Reputation: 5421
I would like to declare that my react-redux mapStateToProps
function is returning correctly-typed properties and not omitting any.
If I do it this way, it complains about dispatch in props. If I made it not $Exact
, I think it wouldn't catch missing or extra props.
I was thinking that myComponent could declare a static field with type Props so I could read off the type from there, but that seems like a hack and I would need to do it for every component.
src/mycomponent/index.js
:import {connect} from 'react-redux'
import type {Props} from './myComponent';
import MyComponent from './myComponent'
function mapStateToProps(state: State): $Exact<Props> {
return {
myKey: state.myKey,
};
}
export default connect(mapStateToProps)(MyComponent);
src/myComponent/myComponent.js
type Props = {
myKey: string,
}
export default class MyComponent extends React.Component {
props: Props;
...
}
Upvotes: 3
Views: 1659
Reputation: 10532
I think you shouldn't use $Exact
with props. It is not an error in React to specify extra props, and a lot of libraries depend on this behavior. If you use the Props
type without $Exact
, it will still catch missing props ("In JavaScript, accessing a property that doesn’t exist evaluates to undefined. This is a common source of errors in JavaScript programs, so Flow turns these into type errors."), but won't complain about extra props being passed (in fact, the behavior of object types in Flow was changed to allow for objects with extra fields not specified in the type)
Of course, the ideal solution here would be for Flow to allow object types to be extended, for instance:
type Props = { /* ... */ }
type ReduxProps = { ...Props, dispatch: /* ... */ }
but while this feature doesn't land, I believe it's just best to tolerate extra props to be passed. It should be reasonably safe, too, as Flow won't let you read from unknown props iirc.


**Prompt:** Check every line of the records below for the string "Work" and copy the ones that have it.

**Material for the task:**
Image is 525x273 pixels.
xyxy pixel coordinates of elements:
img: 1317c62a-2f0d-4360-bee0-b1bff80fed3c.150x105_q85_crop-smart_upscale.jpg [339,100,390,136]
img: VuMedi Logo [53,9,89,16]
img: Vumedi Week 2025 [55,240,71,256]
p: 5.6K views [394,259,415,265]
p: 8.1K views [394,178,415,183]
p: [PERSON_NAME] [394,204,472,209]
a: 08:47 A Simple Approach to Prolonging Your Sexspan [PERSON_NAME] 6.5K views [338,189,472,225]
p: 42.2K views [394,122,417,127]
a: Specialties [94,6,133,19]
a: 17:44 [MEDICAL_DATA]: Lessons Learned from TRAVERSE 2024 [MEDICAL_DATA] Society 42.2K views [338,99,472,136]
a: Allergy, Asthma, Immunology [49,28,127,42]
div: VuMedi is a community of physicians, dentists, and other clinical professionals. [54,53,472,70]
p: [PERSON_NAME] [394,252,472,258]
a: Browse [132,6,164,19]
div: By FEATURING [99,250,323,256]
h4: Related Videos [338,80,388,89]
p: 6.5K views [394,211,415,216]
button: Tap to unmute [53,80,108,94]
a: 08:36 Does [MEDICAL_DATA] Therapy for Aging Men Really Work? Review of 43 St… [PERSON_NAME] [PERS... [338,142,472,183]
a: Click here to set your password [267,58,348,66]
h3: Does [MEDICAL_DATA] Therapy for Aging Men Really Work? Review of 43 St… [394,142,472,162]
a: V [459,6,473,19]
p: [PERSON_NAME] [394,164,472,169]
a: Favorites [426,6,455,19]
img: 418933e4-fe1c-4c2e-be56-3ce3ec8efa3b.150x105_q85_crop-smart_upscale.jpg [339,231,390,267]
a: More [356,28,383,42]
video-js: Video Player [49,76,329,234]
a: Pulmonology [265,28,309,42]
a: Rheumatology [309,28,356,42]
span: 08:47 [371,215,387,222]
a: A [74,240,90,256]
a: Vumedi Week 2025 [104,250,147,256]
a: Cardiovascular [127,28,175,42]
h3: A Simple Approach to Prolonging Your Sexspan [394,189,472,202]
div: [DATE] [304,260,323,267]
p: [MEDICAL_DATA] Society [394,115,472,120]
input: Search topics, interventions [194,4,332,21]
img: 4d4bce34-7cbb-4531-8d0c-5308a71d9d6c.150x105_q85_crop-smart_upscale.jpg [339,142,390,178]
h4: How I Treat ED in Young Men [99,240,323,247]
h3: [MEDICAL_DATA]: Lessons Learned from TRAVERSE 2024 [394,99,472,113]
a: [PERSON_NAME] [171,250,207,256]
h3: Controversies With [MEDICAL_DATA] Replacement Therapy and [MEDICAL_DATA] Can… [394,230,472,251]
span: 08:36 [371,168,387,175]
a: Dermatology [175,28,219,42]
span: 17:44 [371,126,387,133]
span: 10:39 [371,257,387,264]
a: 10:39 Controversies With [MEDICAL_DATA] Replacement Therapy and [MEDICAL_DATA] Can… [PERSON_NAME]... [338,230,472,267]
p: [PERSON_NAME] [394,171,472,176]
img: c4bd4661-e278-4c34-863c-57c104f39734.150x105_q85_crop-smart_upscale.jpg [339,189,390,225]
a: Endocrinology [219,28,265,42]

**Answer below:**
a: 08:36 Does [MEDICAL_DATA] Therapy for Aging Men Really Work? Review of 43 St… [PERSON_NAME] [PERS... [338,142,472,183]
h3: Does [MEDICAL_DATA] Therapy for Aging Men Really Work? Review of 43 St… [394,142,472,162]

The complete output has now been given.